Iran’s offer was to cap the stock of uranium enriched to up to 60 per cent at around 185kg or the amount it had two days ago, a senior diplomat said. That is enough in principle, if enriched further, for four nuclear weapons, according to an IAEA yardstick. Iran denies seeking nuclear weapons.
The report said Iran’s stock of uranium enriched to up to 60 per cent had grown by 17.6 kg since the previous report to 182.3 kg as of Oct 26, also enough for four weapons by that measure.
The second report said Iran had also agreed to consider allowing four more “experienced inspectors” to work in Iran after it barred most of the IAEA’s inspectors who are experts in enrichment last year in what the IAEA called a “very serious blow” to its ability to do its job properly in Iran.
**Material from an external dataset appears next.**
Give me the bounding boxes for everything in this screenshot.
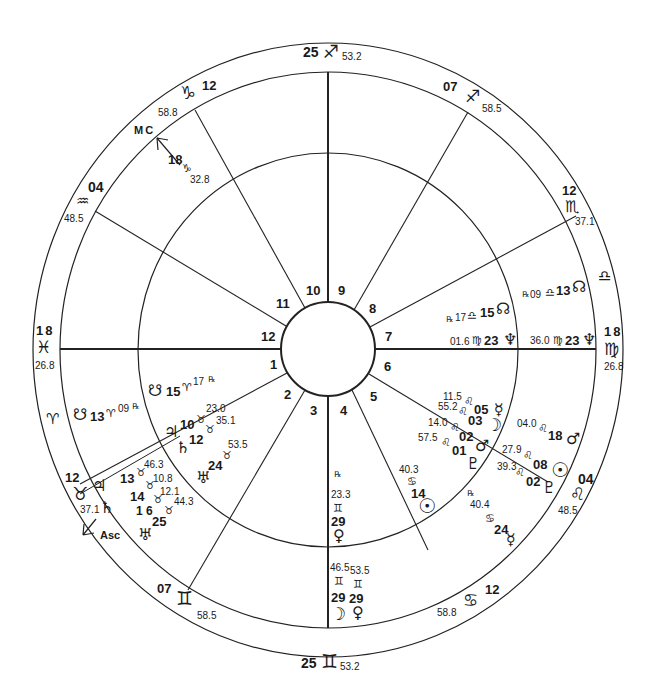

Although the senior diplomat said they could be enrichment experts, diplomats said they could not be the same experts that were barred.
The reports were delayed by Grossi’s trip to Iran, during which he hoped to convince Iran’s new President Masoud Pezeshkian to end a standoff with the IAEA over long-standing issues like unexplained uranium traces at undeclared sites and extend IAEA oversight to more areas.